A long time coming: Why Ethiopian-Israelis are protesting

Whatever hopes and faith the community had in the state have been shattered in recent years by rampant racism and police brutality.

By Avi Yalou

Ethiopian Israelis shout slogans in Rabin Square in center Tel Aviv during a protest against police brutality and racism, May 18, 2015.
Ethiopian Israelis shout slogans in Rabin Square in center Tel Aviv during a protest against police brutality and racism, May 18, 2015.

The story of the late Yosef Salamsa, like the video of Israeli police beating IDF soldier Damas Pakada — which prompted tens of thousands from the Ethiopian community in Israel to fill the streets of Jerusalem and Tel Aviv — was the spark that sparked the fire (Salamsa was tasered by police, left outside the police station, and later committed suicide). The heated demonstrations and unification of the Ethiopian community – people from all walks of life, ages and socioeconomic status — to demand an end to police brutality are an expression of the deep-rooted racism that exists in Israel and goes well beyond these specific incidents. Those who refused to heed the call for an end to the systematic racism against Ethiopians may have been surprised by the intensity of the protests in May of last year. But the truth is that in light of the long series of racist incidents that accrued over the years, it was obvious that if change did not happen, the issue would boil over.

The Ethiopian community numbers only 1.7 percent of the population in Israel, according to the Central Bureau of Statistics. This is a small population that has been consistently marginalized in Israeli society. The community screams and no one listens. The State of Israel, in all its various authorities — the government, Knesset, legal system, media, private and public sector – sees Ethiopian citizens as a marginal unimportant community, who at best should be grateful to the state.

Members of the Ethiopian community live an unlivable reality. On the one hand, their electoral political and economic power barely exists. On the other hand, the regime’s forces abuse it, exclude it and violate its members in sophisticated ways that are a clear product of the racist, classist perspective that sees the Ethiopians as a spatial threat to white Israel. Whatever hopes and faith the community had in state institutions in the past have eroded and been pulverized in recent years. What hasn’t yet been destroyed by the state’s failing immigration and absorption policy has been destroyed by the ministries of education, health, religion and police, which have excluded, labeled and trampled all over the community. As if that wasn’t enough, the media has joined the campaign, depicting the community as violent, barbaric, parasitic, ungrateful, damaging to property and to the public order.

Today it is clear: The arrival of black Jews to Israel reignited the question of the Jewish state’s image inside the country. On the one hand, there is a community whose ambition is to fulfill the return to Zion and reconnect with its heritage. On the other, a system that excludes all those who don’t fit in with the false image of the white Jewish European. Since these two objectives are contradictory, white Israel has done everything in its power to bar the entry of Ethiopian Jews into their home, into their patrimony.

Protesters sit in the road at a demonstration by Israelis of Ethiopian descent against police in Tel Aviv’s Rabin Square, May 3, 2015. (Activestills.org)
Protesters sit in the road at a demonstration by Israelis of Ethiopian descent against police in Tel Aviv’s Rabin Square, May 3, 2015. (Activestills.org)

Those who are not familiar first hand with the widespread racism by all forms of government against Ethiopians because they only get their information from mainstream media, may get the impression that the problem is isolated, and not systematic. Social media is filled with the slogan “We are all Yosef Salamsa” and the names Avra Mengistu, Avraham Damati, Ilan Tafra, Geshao Mula. This makes it seem like the community is at the height of its struggle against police brutality. This is true, but only those who see its systematic context, who must cope with a harsh daily reality, are aware that it is not just the police force, but the entire system, that suffers from rampant racism.

The media is not democracy’s watchdog and does not have the power to set important steps in place in the public sphere. The media is managed by politicians, whose primary objective is protecting their own interests and powers. This is what they work towards. This is the reason why the protest by black soldiers, which could hurt Israeli PR, is not covered, while the protests of white soldiers get tons of coverage for weeks on end. Avra Mengistu has been held captive for 540 days. Have you seen any serious debate in the media about him? Of course not, since serious discussions only concern Gilad Shalit, Tenenbaum or Pollard.

Recently, people have begun to understand where Israel is leading us. The injustices we have suffered, from the conversion process, to our spilled blood, to the birth control shots given to Ethiopian women, discrimination when it comes to real estate, police brutality, harsher sentences, silencing of Mengistu’s story, the closing of the file in the Salamsa case, etc. Anyone who thought this would spur public outrage was wrong. The country continues to bury its head in the sand. It is only when we, the public, the community, work to shake the system, only then, a process of sobering and realization within the government can begin.

We have paid a high price to reach our homeland. We won’t hesitate to pay one for our children’s futures.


• Task to complete:
Transcribe only the lines from the one containing "Guide me to" through the final line of the entries below, exactly, and exclude the pictures.

Dataset entries:

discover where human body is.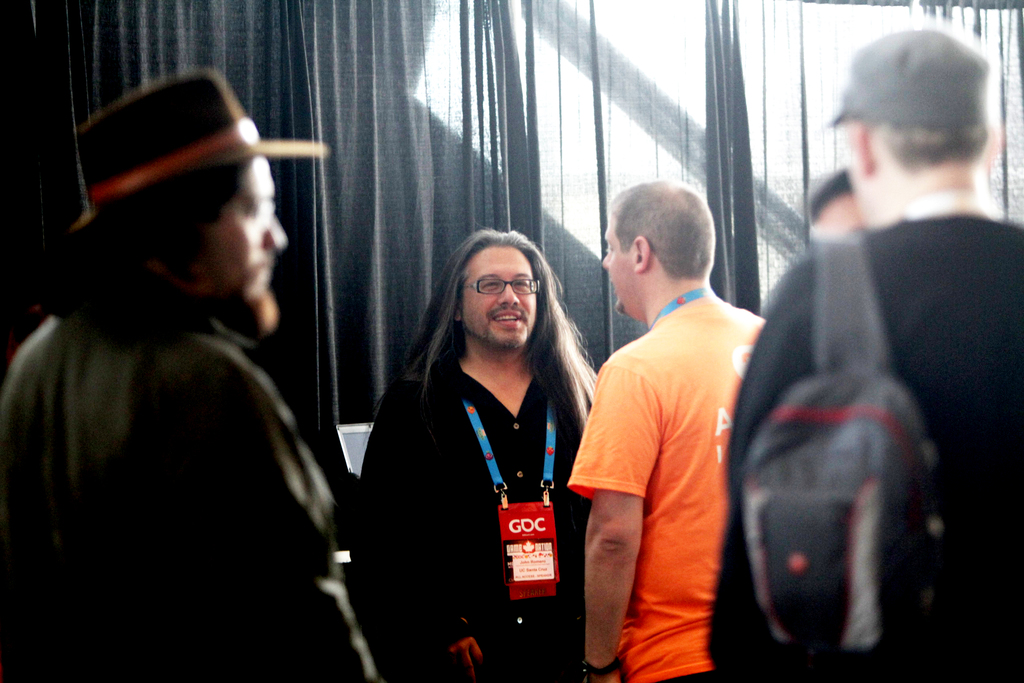
Discovered at (701, 24, 1022, 682).
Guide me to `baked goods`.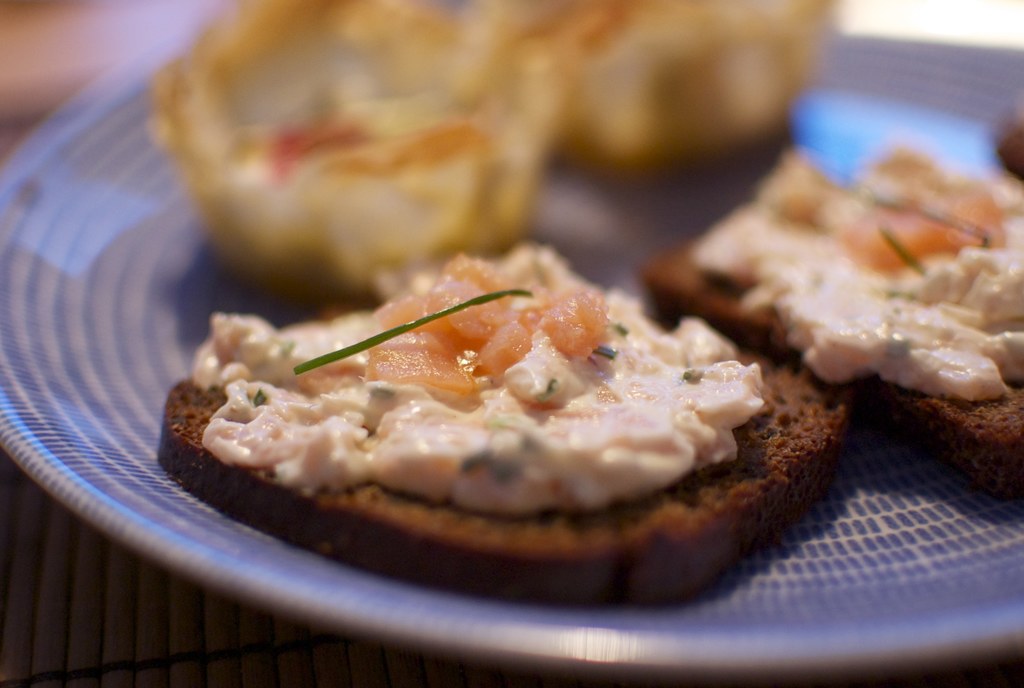
Guidance: detection(985, 110, 1023, 185).
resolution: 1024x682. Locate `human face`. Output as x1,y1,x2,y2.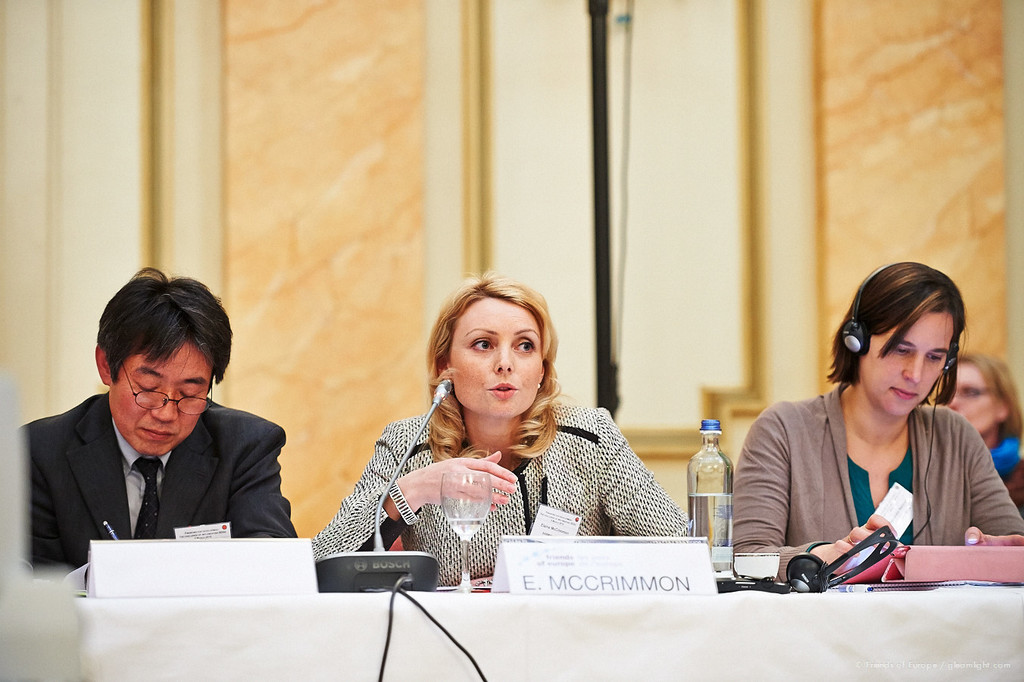
867,314,951,421.
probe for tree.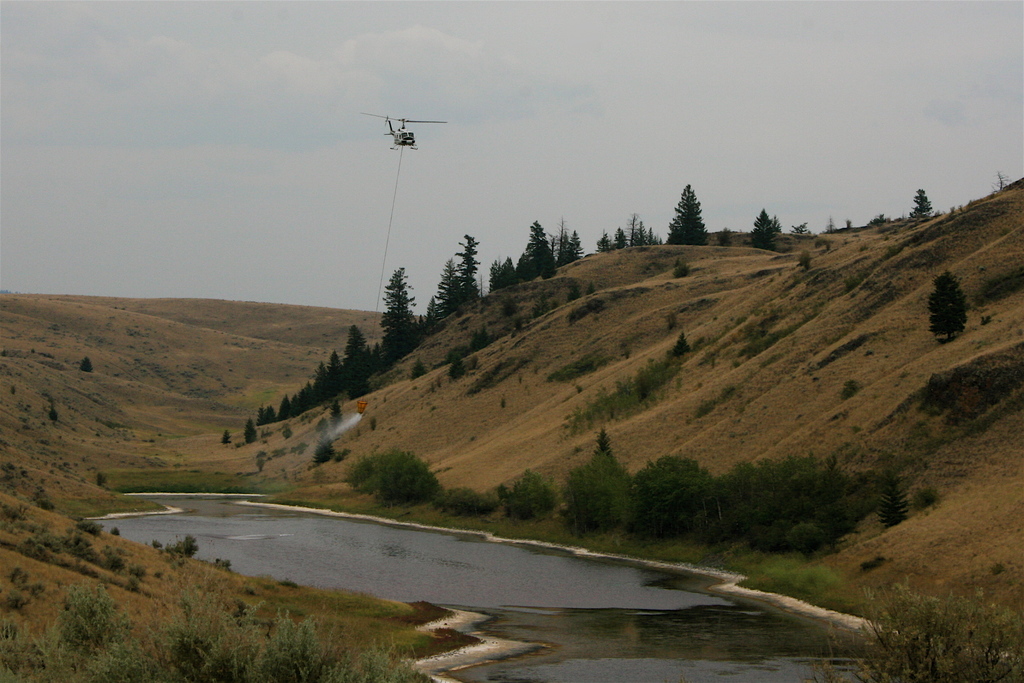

• Solved exercise:
Guide me to `baked goods`.
Guidance: detection(985, 110, 1023, 185).
resolution: 1024x682. Locate `human face`. Output as x1,y1,x2,y2.
867,314,951,421.
probe for tree.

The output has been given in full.